Indeed, until the 1970s, the military was looked upon with inner suspicion and spasms of outward derision by the political leadership of the country at Delhi. It was inexplicable that Defence Minister Vengalil Kumaran Krishna Menon ridiculed the Chief of Staff of the Indian Army in public, when he ought to have been giving words of encouragement. Although possessing a brilliant intellect, Menon joined his mentor Nehru in acting as though the real world was the imaginary world that they wished it to be. Small wonder that countries, several of which had been freed of the colonial yoke because of the freedom struggle of the people of India, steadfastly adopted a policy of non-alignment when it came to the land grab by Pakistan and China at the expense of an already truncated India. It was only after Narendra Modi became Prime Minister of India in 2014 that the foundation agreements underpinning US-India security cooperation were signed, and the Quad was formed with India joining Australia, Japan and the US in a partnership designed to ensure a free, open and inclusive Indo-Pacific.

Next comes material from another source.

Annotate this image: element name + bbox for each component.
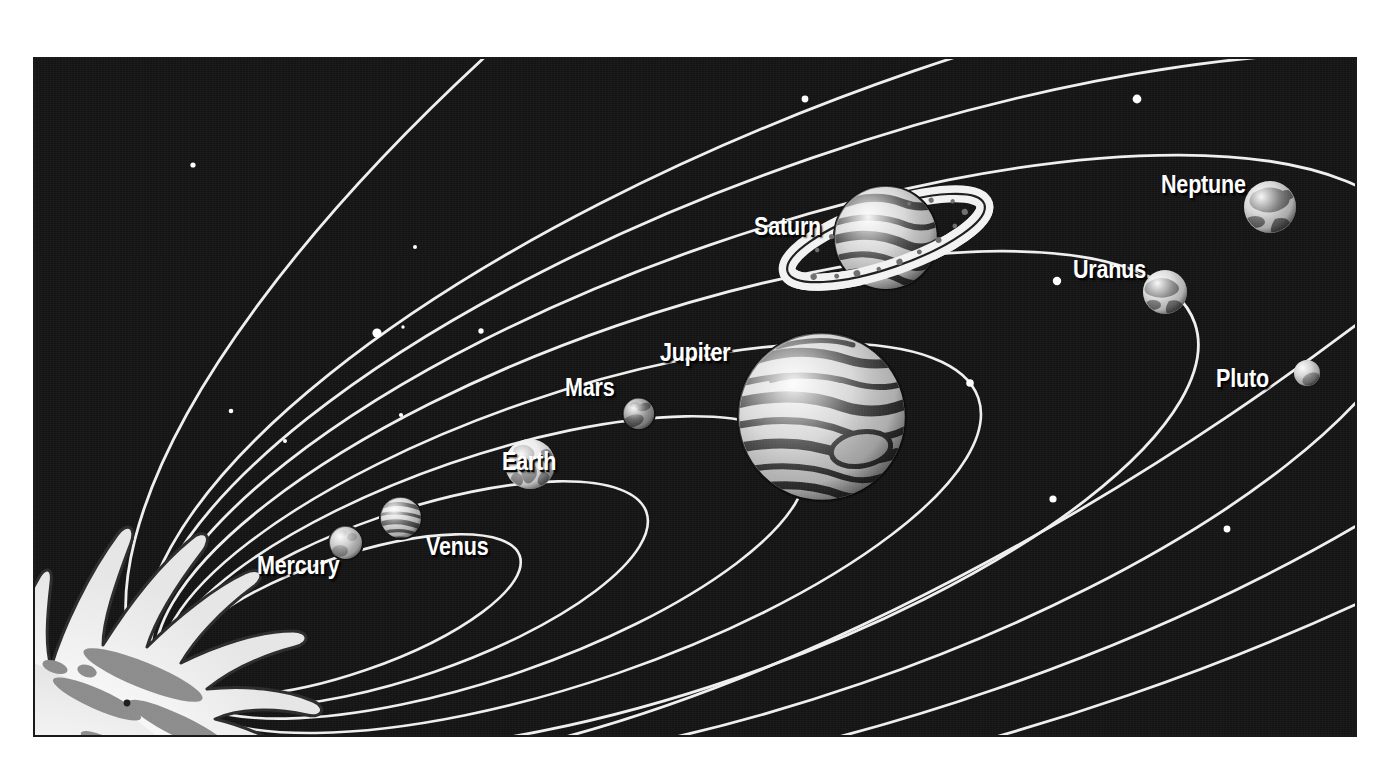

Canada is as much a natural partner of India as Australia is, the difference being that Ottawa does not understand this truth in the way that Canberra does. Or Tokyo and Washington, for that matter. Many scars and scabs have been left behind in the minds of several Indians from the time of Cold War 1.0, when India was seen by many in the US as being a satellite of the USSR. As a consequence, anti-US sentiment forms a strong sediment even in the strategic discourse of several policymakers. Hence, verbal sallies from Blinken and Sullivan that are transparently designed to assuage the wounded feelings of Justin Trudeau at the lack of support he has been getting from within NATO in his tirade against India, have resulted in an eruption of anti-US sentiment in India. Such a sentiment is not supported by either facts or by national interest. The US and India need each other, and the unmerited rant by Trudeau in the Canadian parliament against India is not going to diminish the need for Delhi and Washington to work together in ensuring that a new hegemon does not threaten global security. It is a matter of astonishment that an individual who has been chosen as the Prime Minister of one of the countries friendliest to India should be so hostile to our country, but it would be unfair, possibly inaccurate, to portray such a dislike as being motivated by a compulsion to protect the interests of China, a country where the leadership is visibly unhappy at the growing closeness between the West and India, or between India and the Global South. What is more likely is that Justin Trudeau does not have an instinct for the big picture, but concentrates his attention and his activity on the moods and perceived requirements of the day, whatever these may be, and however harmful they may be to the overall interests of Canada and its people. In the din of Trudeau’s false charge against India, what ought not to be lost sight of is the reality of Canada being a natural partner of India, and the need to ensure that when the country gets a Prime Minister of a higher calibre than Trudeau, Ottawa and Delhi become as close as Washington and Delhi have become since Prime Minister Modi took over as the Pradhan Sevak of Bharat, i.e., India.